Opinion: Daley Discredits Pension System

Do you know who should be angry about the Chicago Tribune stories describing how former Mayor Richard M. Daley and his City Council weaseled their way to receiving pensions that far exceed their contributions?

Teachers, nurses, librarians, police officers, firefighters and street sweepers. Not because politicians are receiving more money, but because the way they rewrote the laws to enrich themselves discredits the entire public pension system.

According to the Tribune, Daley took advantage of several obscure laws to receive a legislative pension based on his $216,210 salary as mayor, while making payments to the General Assembly Retirement System based on his $17,500 starting salary as a state senator.

The $183,778 in public pension benefits that Daley now receives is divided up between GARS and the municipal pension fund. Under the state's convoluted reciprocal system, the GARS plan pays the former mayor $117,629 a year, while the municipal pension plan pays him $66,149.

Yet Daley paid far more in pension contributions to the municipal pension plan than he did to the GARS plan.

After jumping back into the municipal plan from GARS in 1991, Daley contributed 8.5 percent of his pay, the base rate for city workers, for the remainder of his career. That worked out to about $307,000, including interest from investments. The city kicked in another $283,000 with investment returns.

Those amounts were enough to cover the benefits the plan is paying to Daley now.
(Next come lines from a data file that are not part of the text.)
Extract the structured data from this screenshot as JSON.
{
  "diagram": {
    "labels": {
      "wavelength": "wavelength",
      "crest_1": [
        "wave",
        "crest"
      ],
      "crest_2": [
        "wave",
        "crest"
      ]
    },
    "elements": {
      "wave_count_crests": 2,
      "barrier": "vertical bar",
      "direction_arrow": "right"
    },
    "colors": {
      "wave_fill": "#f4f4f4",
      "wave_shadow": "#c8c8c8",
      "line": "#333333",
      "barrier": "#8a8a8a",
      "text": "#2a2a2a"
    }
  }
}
But the former mayor never contributed another penny to GARS, even though that fund pays him more than $117,000 a year.

Today, the GARS pension plan, which taxpayers all over the state pay into, has a funding level of just 21.2 percent and unfunded liabilities of $235 million. Because Daley's shortfall makes up part of that deficit, state taxpayers will end up footing the bill for the pension of Chicago’s longest-serving mayor.

One of the conservative movement’s biggest causes is eliminating pensions and benefits for public employees. They blame bloated public salaries for everything from the decline of Detroit to the insolvency of Illinois. Having destroyed the private-sector union movement, they’re now going after public-sector unions, telling ill-paid workers they should resent generous government benefits.

These unearned pension, distributed to the highest-profile public employees, will only give libertarians and free-market fundamentalists more ammunition in their campaign to starve government. There’s nothing we can do to reduce the mayor’s pension at this point, but we can -- and should -- create a system in which politicians receive the same benefits as their secretaries. Of course, only politicians can make that happen. Having created a system that benefits them, at the expense of their underlings, it’s a lot to expect them to change it.